Author: /time Magazine | Title: STATE OF BUSINESS: Dollar Wheat | 12/25/1939 | See Source »

Early in 1939 TIME began publication of its Index of Business Conditions. Since then U. S. business has had a long slow sag, a shorter slow recovery, a sudden stimulant from war, a spurt to new high levels, a leveling off. TIME herewith presents, in relation to these events, a review of the movements of its Index and of the three components (see chart) of which the Index is a composite...

Author: /time Magazine | Title: Business: Index Year | 12/25/1939 | See Source »
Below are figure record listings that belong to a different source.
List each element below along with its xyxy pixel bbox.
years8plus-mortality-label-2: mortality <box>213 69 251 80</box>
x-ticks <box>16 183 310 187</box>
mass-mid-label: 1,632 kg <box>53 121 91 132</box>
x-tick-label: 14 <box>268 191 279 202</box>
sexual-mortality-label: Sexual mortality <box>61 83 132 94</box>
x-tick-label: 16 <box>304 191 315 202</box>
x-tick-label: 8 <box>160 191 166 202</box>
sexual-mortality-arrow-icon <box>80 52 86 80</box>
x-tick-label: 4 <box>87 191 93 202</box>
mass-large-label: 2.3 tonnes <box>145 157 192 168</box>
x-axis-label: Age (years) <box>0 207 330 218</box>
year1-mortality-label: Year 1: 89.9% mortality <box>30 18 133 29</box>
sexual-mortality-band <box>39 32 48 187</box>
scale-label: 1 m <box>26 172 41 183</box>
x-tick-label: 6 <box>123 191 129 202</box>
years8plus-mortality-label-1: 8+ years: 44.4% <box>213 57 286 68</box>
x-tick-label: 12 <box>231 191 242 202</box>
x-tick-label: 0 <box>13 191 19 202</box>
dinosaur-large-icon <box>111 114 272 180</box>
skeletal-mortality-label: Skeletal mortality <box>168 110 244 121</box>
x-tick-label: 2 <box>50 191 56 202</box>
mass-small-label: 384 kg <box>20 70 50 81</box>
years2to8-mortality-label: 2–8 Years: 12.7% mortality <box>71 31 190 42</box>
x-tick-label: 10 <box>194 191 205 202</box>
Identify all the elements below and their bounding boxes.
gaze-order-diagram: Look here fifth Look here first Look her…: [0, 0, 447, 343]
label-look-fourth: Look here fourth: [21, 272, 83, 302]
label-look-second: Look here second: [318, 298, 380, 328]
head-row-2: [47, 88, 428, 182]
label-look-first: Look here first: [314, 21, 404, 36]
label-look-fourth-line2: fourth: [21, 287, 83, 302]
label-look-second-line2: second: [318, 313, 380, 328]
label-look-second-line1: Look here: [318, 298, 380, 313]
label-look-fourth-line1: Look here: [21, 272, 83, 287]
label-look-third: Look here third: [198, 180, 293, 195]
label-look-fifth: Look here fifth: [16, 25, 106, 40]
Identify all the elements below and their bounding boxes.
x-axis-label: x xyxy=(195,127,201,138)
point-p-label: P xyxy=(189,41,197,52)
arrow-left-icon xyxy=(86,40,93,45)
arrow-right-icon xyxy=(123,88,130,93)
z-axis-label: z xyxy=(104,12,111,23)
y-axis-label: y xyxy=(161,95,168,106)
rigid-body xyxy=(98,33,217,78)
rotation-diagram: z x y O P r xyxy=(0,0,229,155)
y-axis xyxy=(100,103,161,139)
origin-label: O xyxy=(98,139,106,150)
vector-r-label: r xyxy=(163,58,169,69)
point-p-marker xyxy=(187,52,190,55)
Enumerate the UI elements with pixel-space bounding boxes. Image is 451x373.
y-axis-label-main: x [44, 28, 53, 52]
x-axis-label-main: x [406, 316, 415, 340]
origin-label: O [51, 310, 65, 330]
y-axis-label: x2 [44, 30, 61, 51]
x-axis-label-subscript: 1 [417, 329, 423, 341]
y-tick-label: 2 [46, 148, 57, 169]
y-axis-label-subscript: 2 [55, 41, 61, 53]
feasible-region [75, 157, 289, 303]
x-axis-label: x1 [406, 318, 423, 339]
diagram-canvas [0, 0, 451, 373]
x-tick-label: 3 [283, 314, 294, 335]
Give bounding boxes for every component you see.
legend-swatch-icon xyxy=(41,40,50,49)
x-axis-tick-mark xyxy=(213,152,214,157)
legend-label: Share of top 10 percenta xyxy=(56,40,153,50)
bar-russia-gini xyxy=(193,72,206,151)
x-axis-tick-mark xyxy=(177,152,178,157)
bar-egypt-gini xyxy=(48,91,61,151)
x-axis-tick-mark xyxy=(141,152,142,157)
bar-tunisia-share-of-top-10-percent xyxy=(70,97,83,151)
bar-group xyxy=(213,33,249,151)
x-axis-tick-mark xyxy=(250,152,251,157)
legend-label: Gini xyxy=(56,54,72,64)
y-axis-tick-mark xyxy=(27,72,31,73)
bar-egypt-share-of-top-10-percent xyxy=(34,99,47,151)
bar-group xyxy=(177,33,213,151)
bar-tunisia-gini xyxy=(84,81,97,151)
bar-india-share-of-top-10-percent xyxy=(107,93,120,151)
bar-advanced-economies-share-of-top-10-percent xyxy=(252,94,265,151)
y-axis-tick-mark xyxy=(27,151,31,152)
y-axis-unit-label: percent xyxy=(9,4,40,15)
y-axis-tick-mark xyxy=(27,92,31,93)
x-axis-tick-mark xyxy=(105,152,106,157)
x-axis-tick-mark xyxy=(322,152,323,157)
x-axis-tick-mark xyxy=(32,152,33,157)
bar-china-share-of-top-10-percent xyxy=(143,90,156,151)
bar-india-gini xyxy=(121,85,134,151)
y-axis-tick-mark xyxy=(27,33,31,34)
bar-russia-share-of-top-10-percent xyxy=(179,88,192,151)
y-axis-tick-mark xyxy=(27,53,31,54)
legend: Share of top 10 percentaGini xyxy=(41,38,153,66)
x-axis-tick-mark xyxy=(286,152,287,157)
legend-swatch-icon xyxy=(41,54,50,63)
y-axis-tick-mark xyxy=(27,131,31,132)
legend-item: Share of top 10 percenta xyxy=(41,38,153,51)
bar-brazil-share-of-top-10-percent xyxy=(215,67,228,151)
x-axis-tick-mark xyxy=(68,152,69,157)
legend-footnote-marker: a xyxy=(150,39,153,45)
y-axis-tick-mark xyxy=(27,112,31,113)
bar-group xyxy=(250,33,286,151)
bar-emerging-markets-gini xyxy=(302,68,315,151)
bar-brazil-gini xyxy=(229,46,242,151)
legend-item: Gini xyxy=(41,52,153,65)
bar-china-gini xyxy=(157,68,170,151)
...followed a course roughly parallel to that of industrial production as measured by the Federal Reserve Board. Trade centre turnover fell 9% from the first of the year to the end of April and then began gradually to rise. The Federal Reserve Board index fell 11.5% from its 104 high in December to 92 in May. This was the sagging period of the spring when business had failed to measure up to expectations...

Author: /time Magazine | Title: Business: Index Year | 12/25/1939 | See Source »

...take hope of autumn improvement. But in August the two parted company for the rest of the year, for in that month the production index practically ceased rising; then the sudden impact of war sent it zooming skyward to a November peak (preliminary estimate: 125, well above its recovery high, just equaling its all-time 1929 peak...

Author: /time Magazine | Title: Business: Index Year | 12/25/1939 | See Source »

Written in simple, direct English, the book is designed for high-school students. It gives accurate, scientific pictures of all contagious U. S. diseases, in alphabetical order, from amebiasis (amebic dysentery) to yellow fever, appends a glossary of scientific terms...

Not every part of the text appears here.